Adam Moore rose to cross-examine, and the tone of the defense soon became evident. Turfy Pleasant's attorneys would attempt to convince the jury that the police and prosecutors had unduly influenced witnesses. It is a standard and often effective technique. Any prosecutor, or defense attorney, will talk to his witnesses before trial, but nervous witnesses can be made to feel that they should not have spoken to anyone. "In your statement," Moore asked, "on March second. .. you don't say how many people. .. were making footsteps, do you? Since then have you talked to Mr. Sullivan or any policeman about this?" Mrs. Lenberg gave an odd non sequitur answer: "Just when I shut my eyes and looked back on the night, and I can hear the echo because of the close proximity of the buildings.

.. and I just heard one echo."

"My question was: Did you talk to Mr. Sullivan or any of the policemen before getting on the stand about how many footsteps you thought there were?" Gerda knew what she knew, and she said she had told that to one detective. Moore cut her off, asking about gravel and the interval between one foot and then the other hitting. It was not gravel, she said, but blacktop. She was a good prosecution witness.

So was Dale Soost. He had heard three shots sometime between midnight and 4:15 A.M. He had not looked at the clock. He had heard the woman scream as he waited on the sidewalk around 5:00. He had not spoken to her or looked at the victim's body. "No questions," Moore said.

Rowland Seal spoke rapidly but with infinite precision. "I'm an auto body and fender mechanic," he said in answer to Sullivan's initial question. "With a great many very busy hobbies.... l manage a couple of duck clubs. I am a professional roller skating instructor, I teach trapshooting, shotgun shooting... I have friends in the Game Department and I do photography work for them, and keep track of wildlife counts, big game, birds and such as that." Sullivan had Seal draw the apartment house at 208 North Sixth on "State's Identification -2." (His and Soost's apartment house was on the opposite end of the alley from Gerda Lenberg's.) "Were you awakened sometime during the night?" Where Soost had been vague, Seal was right on the mark. "A few seconds before two-oh-five in the morning"

"How did you know it was a few seconds before two-oh five?"
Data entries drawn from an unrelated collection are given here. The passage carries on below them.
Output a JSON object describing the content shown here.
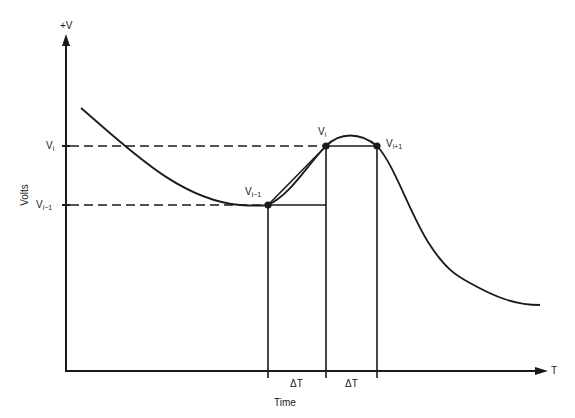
{
  "diagram": {
    "y_axis": {
      "label": "Volts",
      "top_label": "+V"
    },
    "x_axis": {
      "label": "Time",
      "end_label": "T"
    },
    "levels": [
      {
        "name": "V",
        "sub": "i",
        "y": 146
      },
      {
        "name": "V",
        "sub": "i−1",
        "y": 205
      }
    ],
    "points": [
      {
        "name": "V",
        "sub": "i−1"
      },
      {
        "name": "V",
        "sub": "i"
      },
      {
        "name": "V",
        "sub": "i+1"
      }
    ],
    "intervals": [
      {
        "label": "ΔT"
      },
      {
        "label": "ΔT"
      }
    ],
    "colors": {
      "line": "#1a1a1a",
      "background": "#ffffff"
    }
  }
}
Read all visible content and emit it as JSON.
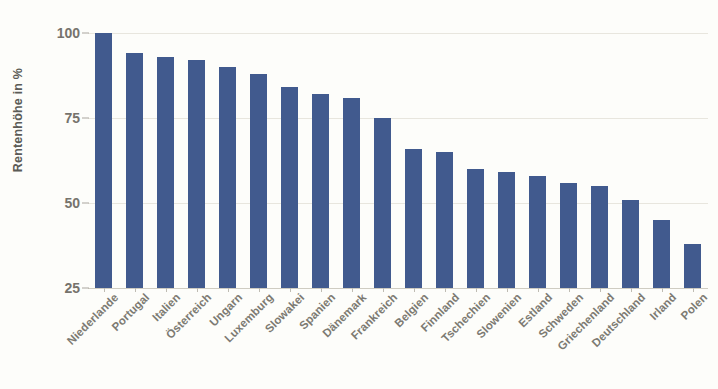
{
  "chart_data": {
    "type": "bar",
    "title": "",
    "subtitle": "",
    "xlabel": "",
    "ylabel": "Rentenhöhe in %",
    "ylim": [
      25,
      100
    ],
    "yticks": [
      25,
      50,
      75,
      100
    ],
    "ytick_labels": [
      "25",
      "50",
      "75",
      "100"
    ],
    "grid": true,
    "legend": false,
    "legend_position": "none",
    "bar_color": "#415a8e",
    "background_color": "#fdfdfa",
    "axis_label_color": "#76736c",
    "gridline_color": "#e8e6de",
    "categories": [
      "Niederlande",
      "Portugal",
      "Italien",
      "Österreich",
      "Ungarn",
      "Luxemburg",
      "Slowakei",
      "Spanien",
      "Dänemark",
      "Frankreich",
      "Belgien",
      "Finnland",
      "Tschechien",
      "Slowenien",
      "Estland",
      "Schweden",
      "Griechenland",
      "Deutschland",
      "Irland",
      "Polen"
    ],
    "values": [
      100,
      94,
      93,
      92,
      90,
      88,
      84,
      82,
      81,
      75,
      66,
      65,
      60,
      59,
      58,
      56,
      55,
      51,
      45,
      38
    ],
    "series": [
      {
        "name": "Rentenhöhe in %",
        "values": [
          100,
          94,
          93,
          92,
          90,
          88,
          84,
          82,
          81,
          75,
          66,
          65,
          60,
          59,
          58,
          56,
          55,
          51,
          45,
          38
        ]
      }
    ]
  }
}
"Well, I have a digital watch and digital clock next to my bed that I cross-checked the next morning. .. and I heard three shots bang, bang-bang, and I and my wife both looked at the clock immediately, so I would say I was awakened a few seconds before the length of time it takes you to come back down on the bed and turn over and look at the clock." Seal had peered from his window, but he said he could not have seen Morris Blankenbaker lying dead in his side yard. The cones of lights from the porches and the alley all ended before they came to that part of the yard. Rowland Seal had walked along the apartment house side of the wire fence and seen the dead man, and he had tried to talk with the screaming woman, who could not be comforted. "She was very hysterical," he testified. "That's why I was rather blunt with her to kind of get her to do something and get her settled down.... She was in front of the house and I said, Get in there and call the police or I will." And I said, Well, if you aren't going to do it, I will." So I started into the house started toward the step sand the dog wouldn't let me in." Rowland Seal was an excellent witness. His recall was obviously as set as Jell-O, and Chris Tait said quietly, "No questions." The first three witnesses had described how it was in the wee hours of the Friday night/Saturday morning when Morris Blankenbaker died. Each had heard something slightly different, but their testimony meshed. Gerda Lenberg spoke of hearing the "firecrackers," and the sound of running feet with hollow-sounding heels in the alley just outside her bedroom window. Dale Soost had heard shots and gone back to sleep. Rowland Seal, punctilious and precise, knew the number of shots, the exact time he had heard them.